Monday, February 18, 2008

More on the Death Penalty

Over at Mirror of Justice, Rick Garnett comments on an article by Walter Berns about the relationship between religion and the death penalty, in which Berns evaluates the observation of Albert Camus that a religious people have the best defense of the death penalty. To keep up the commenting, I'll comment on Rick's comment to Bern's commentary on the Camus comment.

Berns's makes his point by describing the world of Camus' The Stranger, a world in which God is dead and the protogonist kills for now reason, because he has no passion, no ground for hate, for love, for friendship-- because he lives in a world in which God dead. This is not our world, concludes Berns:

A world so lacking in passion lacks the necessary components of punishment. Punishment has its origins in the demand for justice, and justice is demanded by angry, morally indignant men, men who are angry when someone else is robbed,
raped, or murdered, men utterly unlike Camus's Meursault. This anger is an expression of their caring, and the just society needs citizens who care for each other, and for the community of which they are parts. One of the purposes of punishment, particularly capital punishment, is to recognize the legitimacy of that righteous anger and to satisfy and thereby to reward it. In this way, the death penalty, when duly or deliberately imposed, serves to strengthen the moral sentiments required by a self-governing community.
I want to add one more car to this train of thought: Relgious people have hope, rather than despair, in the face of human justice that always disappoints, always falls short of ultimate justice by its very nature. And the only way there is hope is if one knows that there is in fact, perfect justice byond this world, that criminals do not ever get off "scot free" and that innocent will be vindicated, no matter the oppression in this world.

Without this hope, our relatively miserable attempts at justice are indeed a cause for despair, and this despair will be great among those who believe that human justice is all the justice that can be. (On this point, see J. Budziszewski, What We Can't Not Know, and this article in First Things.)

Finally, in light of all this interesting stuff, I want to again wonder aloud about the lack of attention to special revelation among Christian anti-death-penalty legal scholars. It is abslolutely undeniable that God himself authorized the death penalty in a number of societies, according to Scripture, and that he expressly authorized its use. How, then, can it be surprising that the best arguments for the death penalty are relgious ones?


:: WHAT YOU WILL DO ::
The range runs from the line containing "Locate an element" through the last line of the material below; retype it exactly, leaving out the pictures.

:: MATERIALS PROVIDED ::
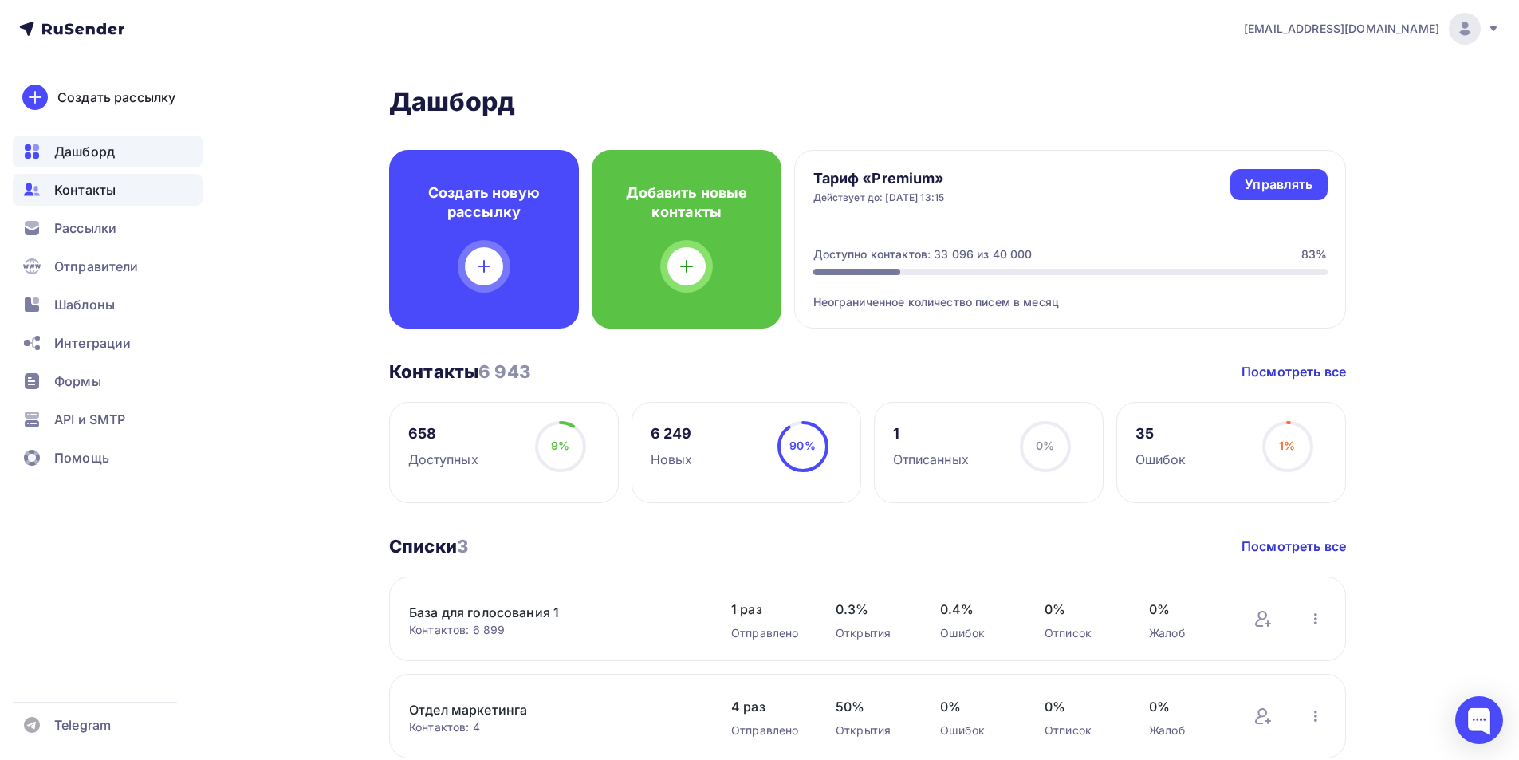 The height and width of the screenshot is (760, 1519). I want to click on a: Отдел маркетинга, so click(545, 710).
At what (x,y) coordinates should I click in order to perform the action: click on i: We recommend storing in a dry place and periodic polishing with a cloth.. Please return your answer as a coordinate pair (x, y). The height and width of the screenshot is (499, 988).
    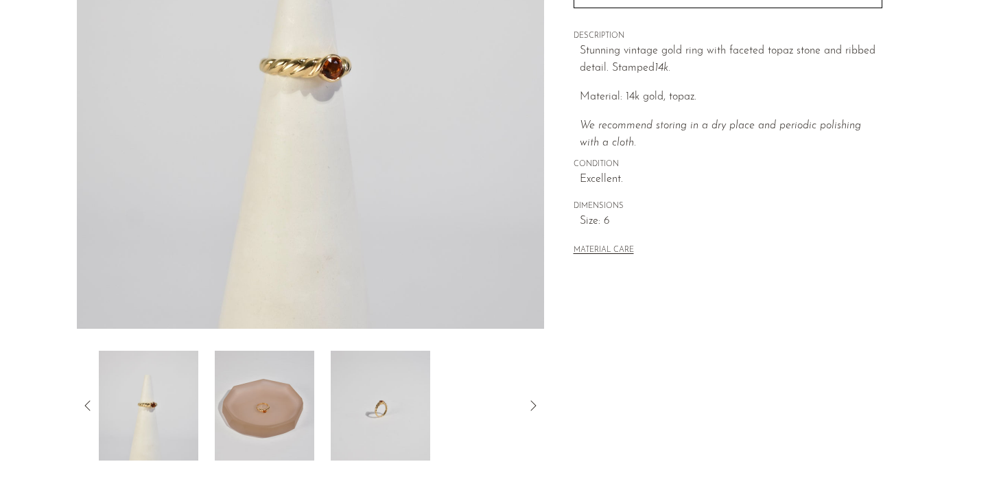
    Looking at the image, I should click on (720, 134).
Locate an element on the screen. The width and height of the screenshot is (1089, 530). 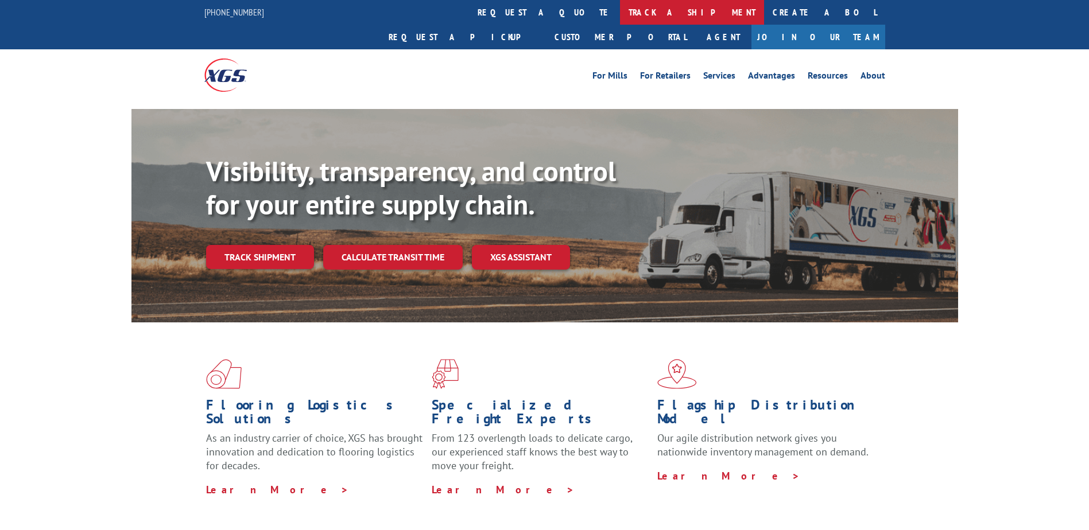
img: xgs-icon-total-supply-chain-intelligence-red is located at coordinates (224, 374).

:: TASK RESPONSE ::
Locate an element on the screen. The width and height of the screenshot is (1089, 530). 
img: xgs-icon-total-supply-chain-intelligence-red is located at coordinates (224, 374).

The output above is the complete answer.